NGC 3660 and Burçin's Galaxy
2026-05-26
The upper galaxy might be more photogenic, but the lower galaxy is more unusual. The galaxy up top is NGC 3660, a spiral galaxy similar to our own Milky Way galaxy in that it has several bright blue spiral arms and a central bar of stars, dust, and gas. Captured by chance in the featured deep and colorful image, surprisingly, is SN 2026cff, a supernova found just to the right of the central bar. Farther in the distance is the bottom galaxy, known informally as Burçin’s galaxy, but formally cataloged as LEDA 1000714. The center of this galaxy appears to be an old elliptical galaxy, but it is strangely surrounded by not one but two rings of stars. What created Burçin's galaxy is a mystery and remains a continuing topic of research, but it likely involves the accretion of one or more smaller galaxies.
via NASA APOD
62 Erato (/ˈɛrətoʊ/) is a carbonaceous asteroid from the outer region of the asteroid belt, approximately 95 kilometers (59 miles) in diameter. It is a member of the Themis family of asteroids that share similar properties and orbital characteristics. Photometric measurements during 2004–2005 showed a rotation period of 9.2213±0.0007 h with an amplitude of 0.116±0.005 in magnitude. It is orbiting the Sun with a period of 5.52 yr, a semimajor axis of 3.122 AU, and eccentricity of 0.178. The orbital plane is inclined by an angle of 2.22° to the plane of the ecliptic.

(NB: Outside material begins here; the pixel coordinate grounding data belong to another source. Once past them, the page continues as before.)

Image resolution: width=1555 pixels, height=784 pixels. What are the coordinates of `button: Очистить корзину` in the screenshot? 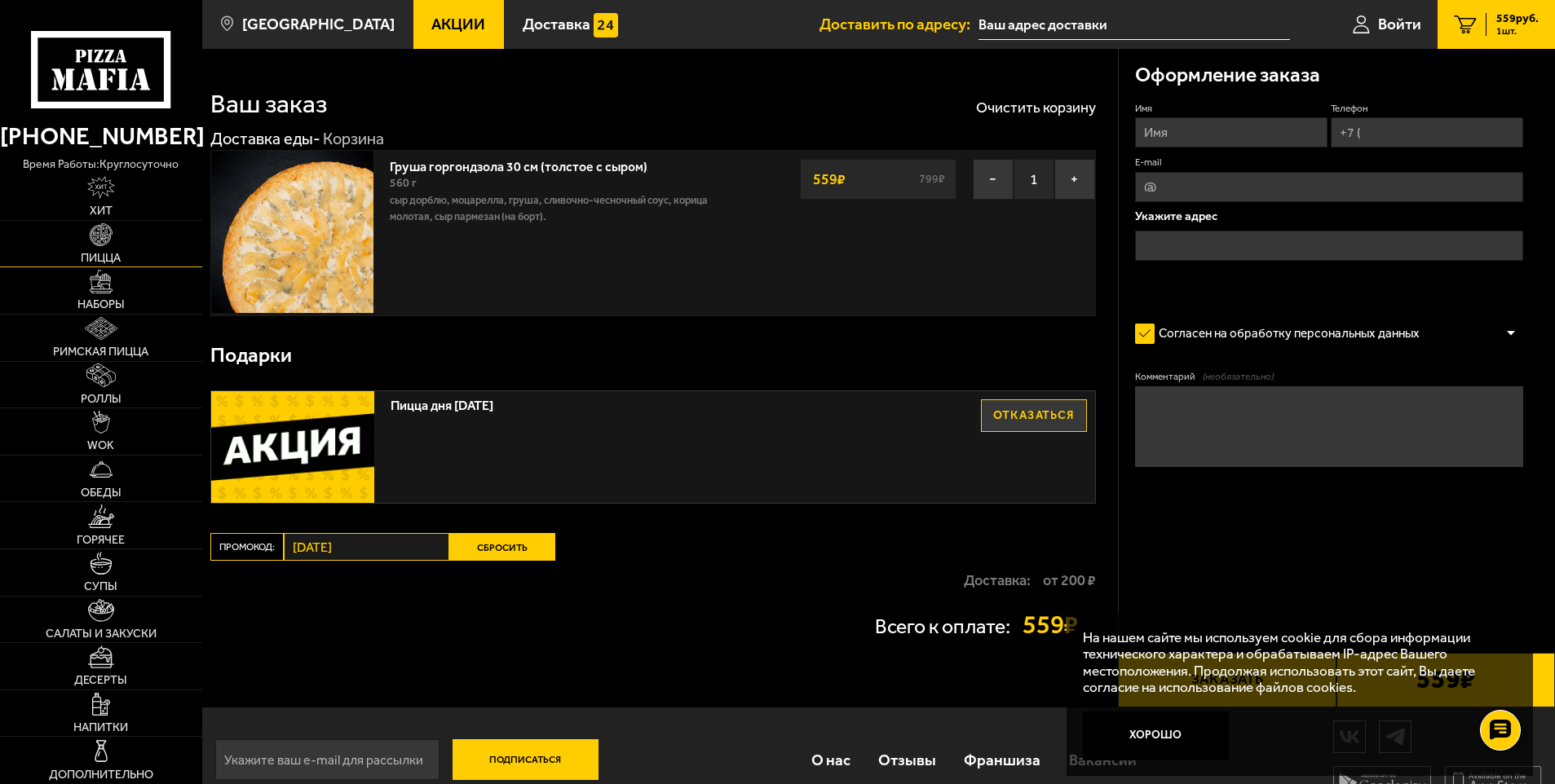 It's located at (1035, 108).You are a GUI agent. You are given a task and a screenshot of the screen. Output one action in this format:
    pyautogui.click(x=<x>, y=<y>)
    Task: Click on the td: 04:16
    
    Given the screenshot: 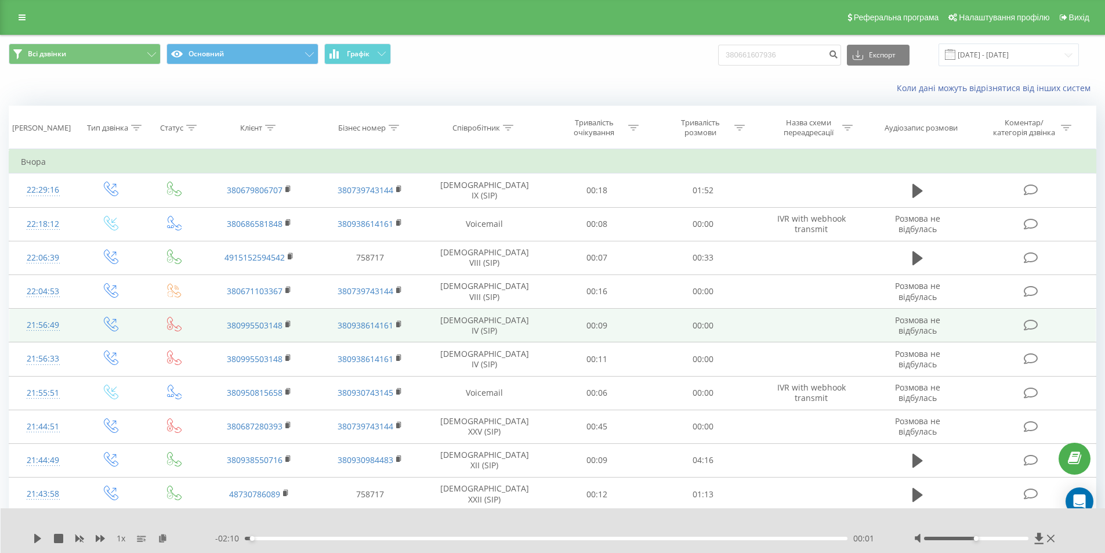 What is the action you would take?
    pyautogui.click(x=703, y=460)
    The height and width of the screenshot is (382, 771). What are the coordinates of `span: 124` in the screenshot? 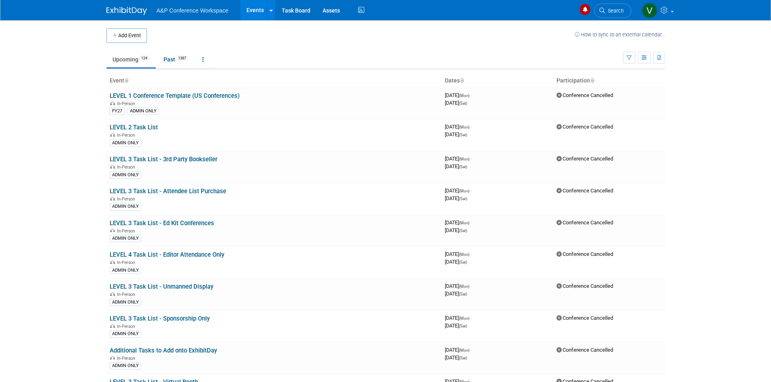 It's located at (144, 58).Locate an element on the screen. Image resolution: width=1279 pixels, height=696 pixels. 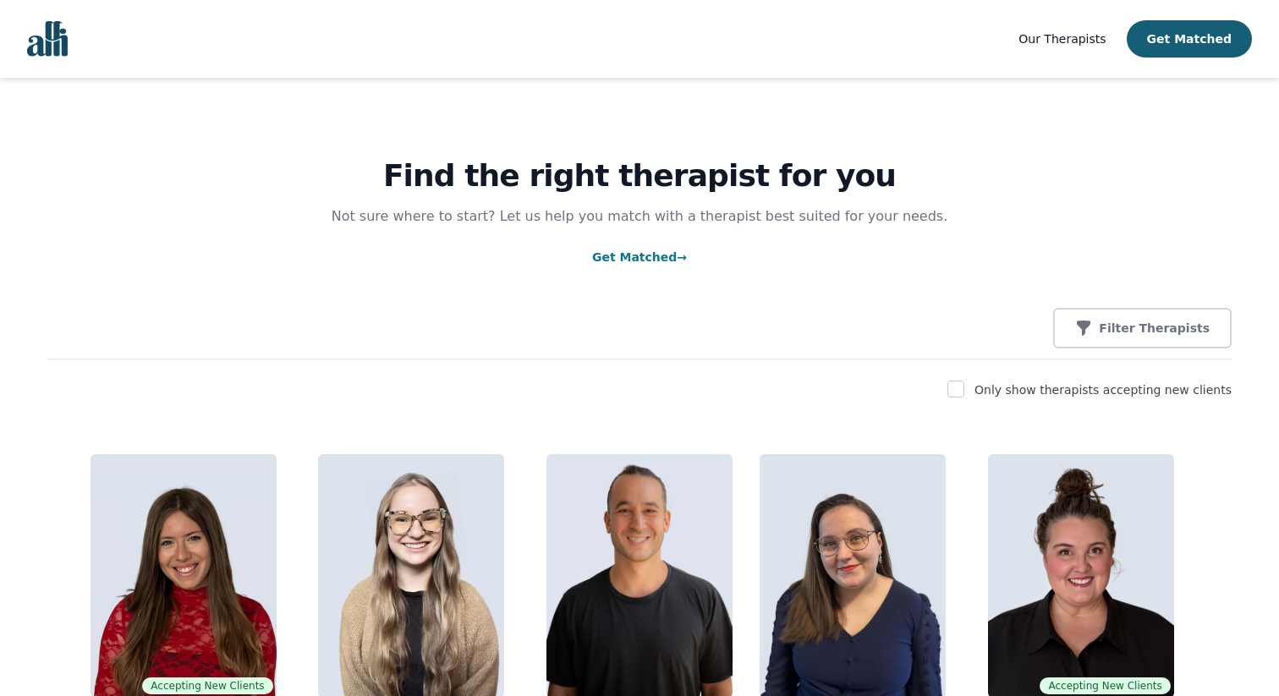
button: Filter Therapists is located at coordinates (1142, 328).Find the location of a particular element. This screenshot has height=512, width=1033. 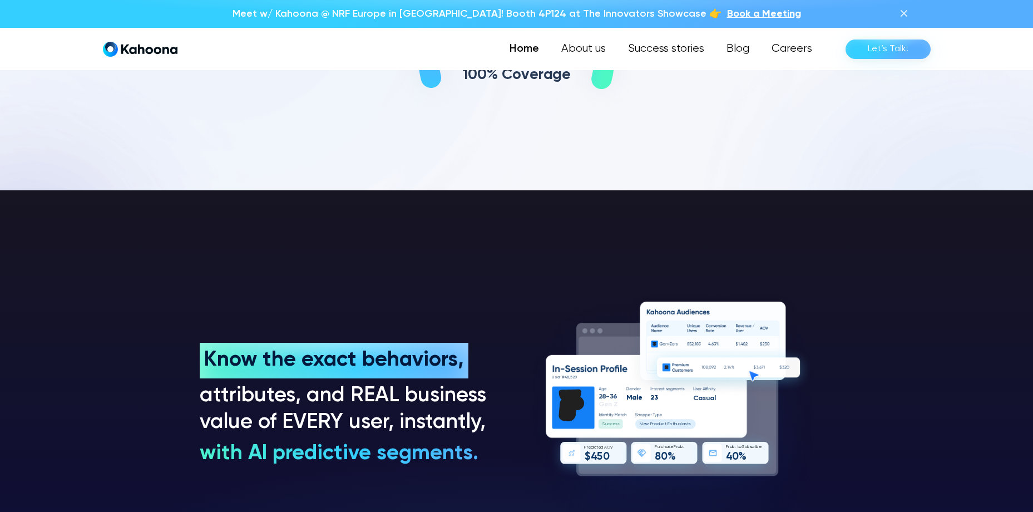

a: Careers is located at coordinates (792, 49).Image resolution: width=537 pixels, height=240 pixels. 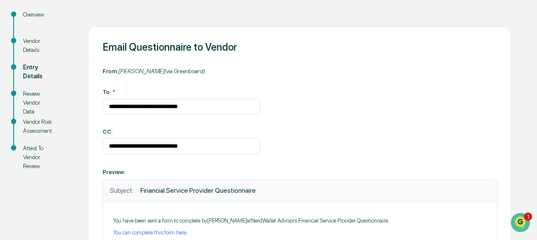 I want to click on img: 8933085812038_c878075ebb4cc5468115_72.jpg, so click(x=26, y=89).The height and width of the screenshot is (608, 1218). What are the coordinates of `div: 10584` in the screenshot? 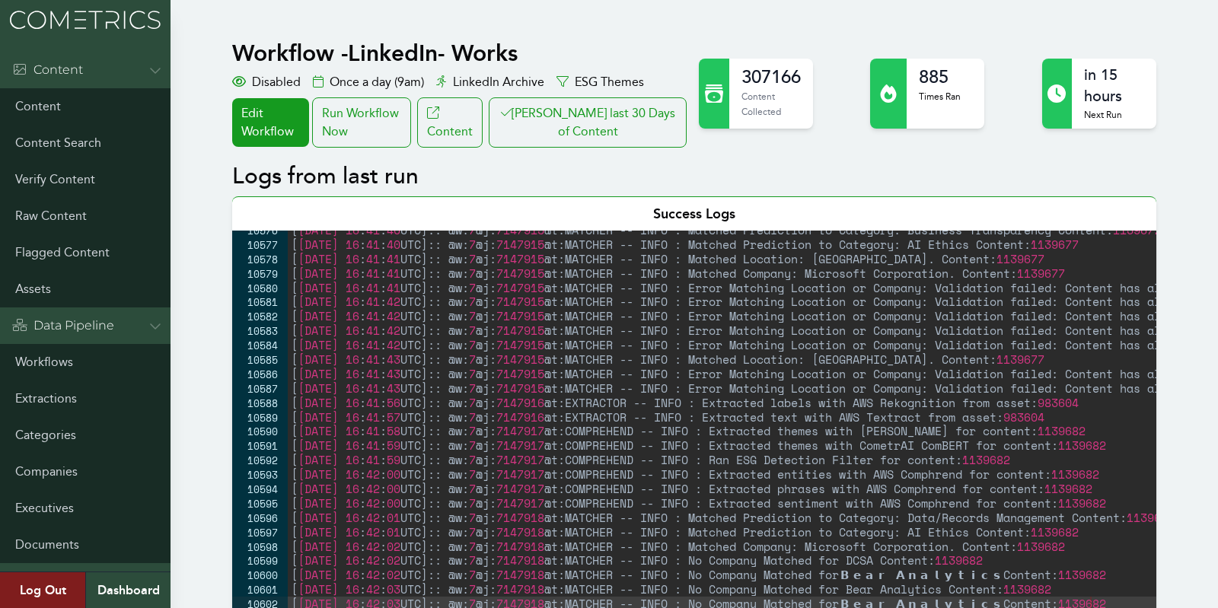 It's located at (260, 345).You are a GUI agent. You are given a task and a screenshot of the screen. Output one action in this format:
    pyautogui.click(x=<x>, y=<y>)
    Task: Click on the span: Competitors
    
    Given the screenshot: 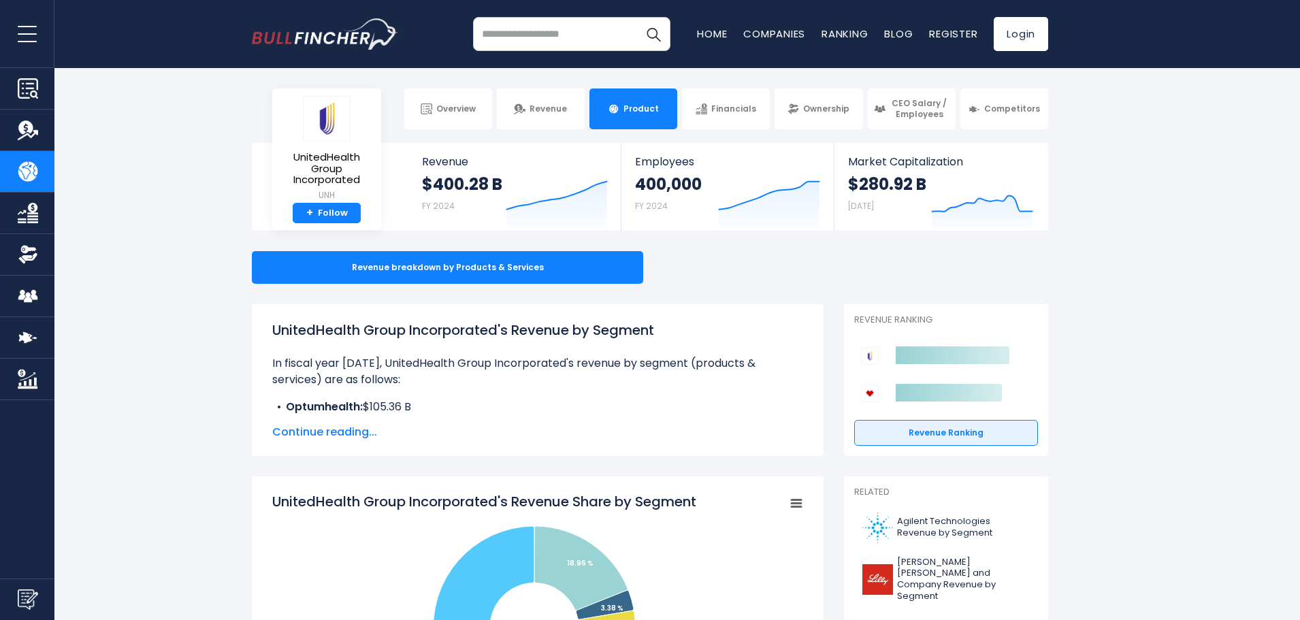 What is the action you would take?
    pyautogui.click(x=1012, y=109)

Erato is the first asteroid to have been credited with co-discoverers, Oskar Lesser and Wilhelm Forster, who discovered it on 14 September 1860, from the Berlin Observatory. It was their first and only asteroid discovery. The name was chosen by Johann Franz Encke, director of the observatory, and refers to Erato, the Muse of lyric poetry in Greek mythology. It has also been classified as a member of the Eos family.
via Wikipedia infobox
via Wikidata · CC0
Discovered by embedding cosine similarity (sentence-transformers MiniLM, 384-dim).